Author: Christophe Theron
Date: 03:03:58 01/04/98
Go up one level in this thread
On January 03, 1998 at 13:13:11, Thorsten Czub wrote:
>Lets compromise.
>The search depth GENIUS shows is NOT the full-width. It is
>full-width + extensions and what is the other search-depth-indicator ?
>
>If Genius shows e.g. 6/18
>6 cannot be full-width. Otherwise it would have seen Rxe6 because the
>plot of this position is NOT that deep.
>So - the first number is NOT full-width. it is full-width and maybe the
>extensions are asymmetric.
>I can compromise to this.
Well, I suppose that 6/18 means that the first 6 plies are searched
full-width, or near-full-width. In fact maybe some optimizations are
done in the "full width" plies, like null-move, but it normally sees
everything a real full width search would see. Or almost everything,
99%.
But maybe I'm wrong. If you want to prove that the "first" plies are
searched asymetrically, I suggest that you turn off the selective part
(selective search=0), to simplify everything. I think a lot of Genius
magic is in the selective part, so it would be interesting to see what
is left when you remove this part.
Could you try to see if Rxe6 is found or not, and at which depth? Maybe
something can get clear with experiments like this.
>Maximal peak of extensions ?
>I don't think so.
>What is S18 ??
>6+12 = 18 ??
>
>
>I still believe the old dedicated-machine search depth indicator's were
>always misunderstood.
Unfortunately I cannot say anything about this, because I only have
Genius for PC. But maybe you can see if MxSy (on the dedicated machines)
is the same as x/y on Genius. Just give the same position, stop the
search as soon as the key move is found, and compare the lines.
From what I see when I use Genius, I think the first number is
"full-width depth", and the second is "selective depth (peak)".
Sometimes Genius spends too much time in the selective part, and cannot
do enough full-width depth. When this happens, Tiger often finds a line
Genius didn't see, and may win something.
If the selective depth can be modified on the dedicated machines, maybe
you can learn something by setting it to zero and look at what happens.
>What if M was not the search-depth but the number of odd-plies
>(2,4,6,8,9) and the second number , the S-term is maybe not what we
>guess it is.
>I think Richars search (or richards extensions way) is so different that
>anybody THOUGHT these indicators are the same like in HIS OWN normal
>programs.But it wasn't.
>His search indicators (of the old dedicated machines) made only a sense
>when
>you have a different explanation from my point of view.
>As I said, the M stuff in the dedicated machines was very very low.
>Too low !!
>
>Often you saw e.g. Roma 68000 only in M1 and M2 was often the maximum in
>a 40/120 game. Sometimes you saw M3 !!
>
>But not often.
I suppose you are right. Maybe M means "Move" and not "ply". When you
see M1, the machine has computed its move and your reply "full width",
and *some* other moves after in a selective way.
So the ply number you see in Genius is twice the "M" number. M2 means 4
plies + selective part?
>But I am sure, when I would show him my old dedicated Lang Roma 68000
>machine and we would let it compute 1 second each move and we would get
>the log-file (we would have do write it down manually) he would see that
>there are some secrets with this 64-KB program.
What do you call the "log file"?
I agree about the fact that there are "secrets". Maybe just simple ideas
used in a smart way...
>It is not coming deep enough (with the M-part) and has big senseful
>main-lines and deep S-parts.
The S part is also what I would like to understand.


▶ **Activity**:
Starting at the line with "Task: Click on the button: Confirm", retype every remaining line of the records exactly. Do not include pictures.

▶ **Entries provided**:
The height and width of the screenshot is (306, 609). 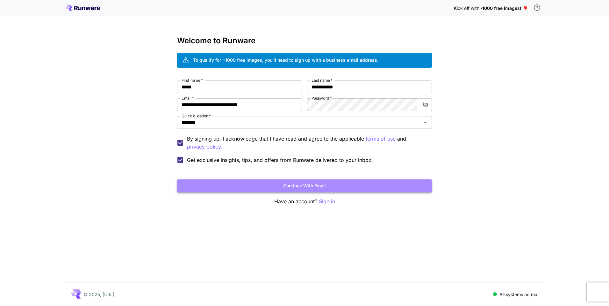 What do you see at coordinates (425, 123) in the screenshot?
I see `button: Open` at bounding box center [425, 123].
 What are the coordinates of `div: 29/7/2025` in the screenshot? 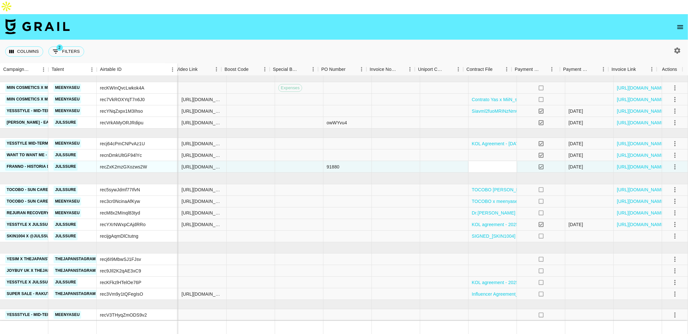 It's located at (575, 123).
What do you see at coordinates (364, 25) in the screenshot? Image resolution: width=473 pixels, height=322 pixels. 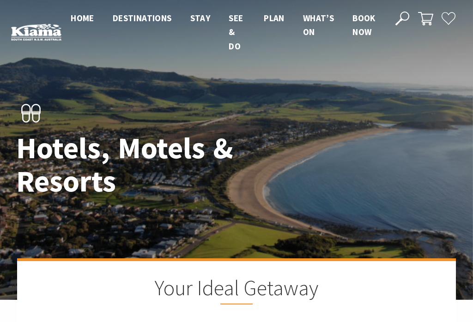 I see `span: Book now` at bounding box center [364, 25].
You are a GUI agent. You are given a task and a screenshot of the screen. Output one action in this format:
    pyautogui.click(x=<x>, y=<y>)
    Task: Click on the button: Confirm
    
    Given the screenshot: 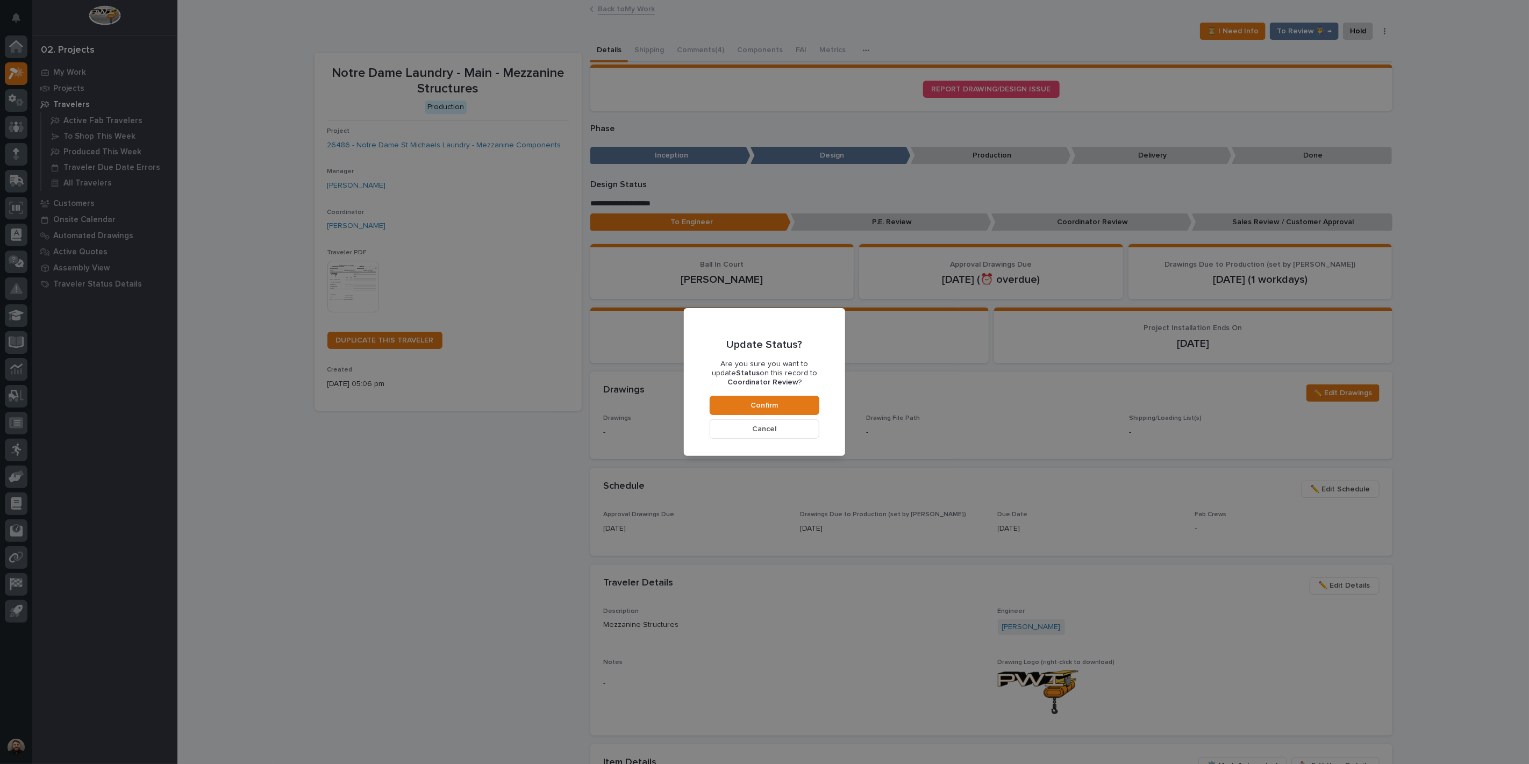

▶ **Problem solution**:
    Task: Click on the button: Confirm
    
    Given the screenshot: 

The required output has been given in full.